You didn't know there were this many types of flies, did you?
On April 15, 2015, researchers from the first-ever
urban biodiversity survey will publish a paper describing 30 new species of insect found in the wilds of Los Angeles, California.
The discoveries come from researchers in the BioSCAN project (Biodiversity Science: City and Nature) at the Natural History Museum of Los Angeles County (NHM). The BioSCAN project is a three year investigation of patterns of biodiversity in and around urban Los Angeles, based on sampling the world's most diverse fauna: insects. Local residents participate in the study by hosting one of the 30 sampling sites, each of which has a continuously operating insect trap and a microclimate weather station. Every household's set of samples yielded at least one of the 30 new species, prompting the researchers to name each species after the resident in whose back yard the species was found.
The urban biodiversity project is unique and new. This research into Los Angeles's backyards began as a bet.
Dr. Brian Brown, Curator of Entomology at NHM and principal investigator of BioSCAN, has extensive experience exploring and discovering insect biodiversity in tropical areas like Costa Rica. Goaded by a bet with an NHM trustee, he set out to prove that he could discover a new species in a Los Angeles backyard. When the very first specimen he examined from a trap in that urban backyard turned out to be a new species, Dr. Brown was inspired to pursue a deeper investigation of Los Angeles urban biodiversity, leading to the BioSCAN project. "I always thought we had the potential to discover new species wherever we sample -- urban, tropical, anywhere. But 30 new species from a heavily urbanized area is really astounding," Dr. Brown said.
The author of the report, Emily Hartop, writes about the whole experience joining the BIOscan project over at the
BIOscan project's site. She joined the project and needed to quickly learn how to distinguish Los Angeles's fly species, in the hopes of identifying the many unique species in the genus,
Megaselia. The idea was to quickly identify and then match them up with other North American
Megaselia.
Megaselia is a huge swatch (almost half) of the
phorid family—I looked it up: kind of like fruit flies, slightly humpbacked, prettier to look at from afar. Ms. Hartop began detailing the many differences between specimens.
I started to see the same species over and over, I started to notice small differences between the flies when I would sort samples. I started to make little sketches and write notes. Gradually, I started giving these flies funny names: this one’s genitalia look like bunny ears, I’ll name it “Bunny”, this one has setae (socketed hairs or bristles) that remind me of a 1980s troll doll, I’ll name it “Troll”. I even had a species nicknamed “Hokusai” after the famous painter because its extruded genitalia looked just like details found in The Great Wave off Kanagawa. My colleague, Lisa Gonzalez, contributed by naming one I showed her “Sharkfin” because of its uniquely shaped midfemur. Slowly, the list of “species” I was able to separate grew. I started reading literature on the genus, and then I started working with the keys (identification tools) for the group. To my surprise, I couldn’t get most of my nicknamed flies to come out in the keys we had for the North American fauna. These keys were written back in the 1960s (the last time someone seriously took a look at the genus on this continent), and just a smattering of publications on the group in this region have been published since. I couldn’t really believe it, but it didn’t seem that most of my flies had been studied before.

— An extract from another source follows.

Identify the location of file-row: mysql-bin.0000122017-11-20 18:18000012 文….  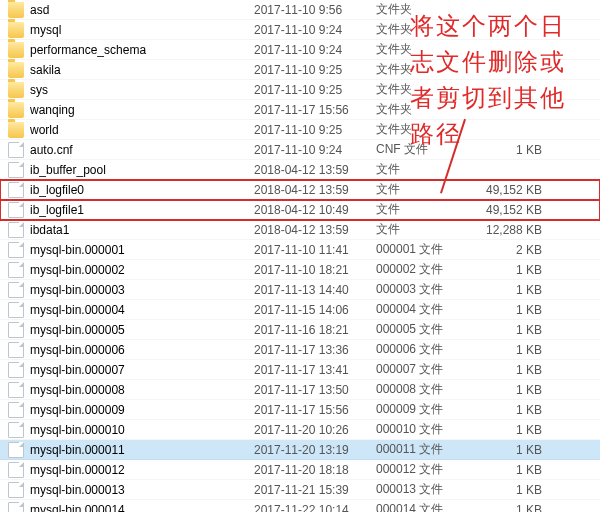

Why should we care how many different kinds of
annoying insects there are?
To plan for an urban future that incorporates a fully functioning support ecosystem, we need to know how to manage urban biodiversity. To do that, we need studies like BioSCAN to help us understand just how urbanization a?ects biodiversity. Emily Hartop, lead author on the paper describing the new species, is excited by the implications of this seemingly simple result: "Right now we're finding out what's here -- and it's more than we ever expected. By linking these biodiversity results with the physical data we're collecting at these sites, we'll be able to contribute directly to the policy discussion of how best to plan and manage urban biodiversity."
Read about Emily Hartop's research
here.
There's a video short below the fold about the BIOscan urban bioversity project.